You will also probably want to return a custom UITableCellView with the city name (if you already have it) and a spinning activity indicator. This will be your best option to have a fast load time (not waiting for services to complete) and give some visual indication that the data is loading.
Each service call should use the ViewController as its delegate; you will need a key field so that when the services return, they can identify with which row/city they are associated.
As each service completes and calls the delegate, it will send the data to the ViewController, which (in turn) will update the array and initiate a UITableView update.
The UITableView update is, in my opinion, the most difficult part. Typically cells are drawn or updated when they become visible; the table pre-fetches all visible cells' geometry and then queries the actual contents when it's ready to draw each cell; as a result, your strategy for updating cells will depend on how your table is used.
If your cell geometry changes, you will most likely need to redraw your entire table; I shudder to think about what 50 simultaneous UITableView redraws will do for your app, so you might need to set a time-threshold to "chunk" updates and handle drawing more intelligently.

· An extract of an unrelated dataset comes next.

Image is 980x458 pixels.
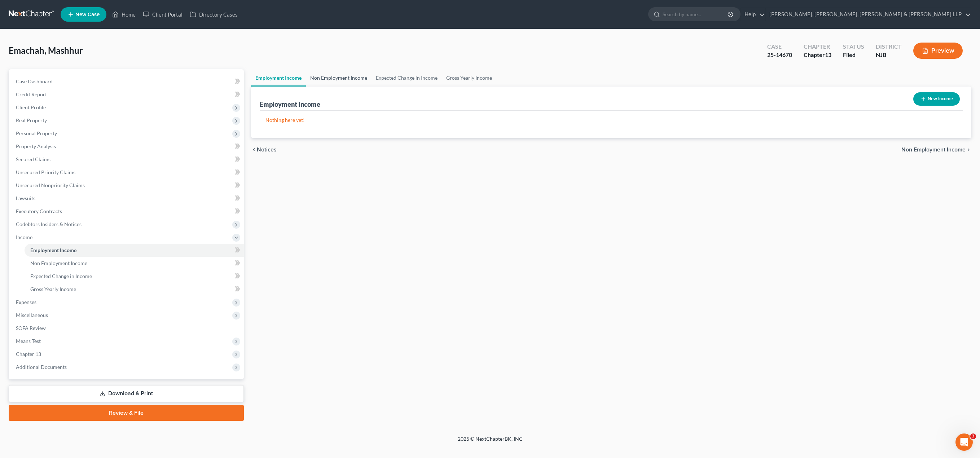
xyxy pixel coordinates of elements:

[theTableView reloadData] will cause the entire table to be re-queried and redrawn.
If your cell geometry does not change, you can try to be more surgical of updating only the visible cells (the non-visible ones aren't an issue since their data will be queried when they become visible).
[theTableView visibleCells] returns an array of visible cells; when your service call returns, you could update the data and then search the array to see if the cell in question is visible; if it is, you will probably need to send the specific UITableCellView a setNeedsDisplay message.
There is a good explanation of setNeedsDisplay, setNeedsLayout, and 'reloadData' at http://iosdevelopertips.com/cocoa/understanding-reload-repaint-and-re-layout-for-uitableview.html.
There is a relevant SO question at How to refresh UITableViewCell?
Lastly, you will probably want to implement some updating logic in the service delegate error routine, just so you don't create endlessly spinning activity indicators.
I do this now while searching multiple servers. I use Core Data, but you can use an NSMutableArray to accumulate your JSON responses.
Every time you finish receiving date from one of your servers (for example, when connectionDidFinishLoading executes), take the JSON data object and add it to an NSMutableArray (let's call it weatherResults) (add it using the addObject method). You may want to convert the JSON to an NSDictionary before adding it to the mutable array weatherResults.
Assuming your dataSource delegate methods refer to what is in the weatherResults NSMutableArray (for example, getting the number of rows from the size of the array using [weatherResults count]) you can do the following:
After inserting the object to the array, you can simply call reloadData in the dataSource controller. You will see the table update as each new JSON results arrives. The results should append to the bottom of the table as they come in. If you want to sort the NSMutableArray each time a JSON results arrives, you can do that too.
I do this and the time it takes to resort and reload the table is insignificant on my iPad. If you do not resort, it should be even faster.
By the way, in this explanation, I assume that the JSON response contains all of the information that you need to fill in your table cell. That may not be the case. If it's not, you will have to correlate the response with other information you have, such as a list of cities that your program is presenting.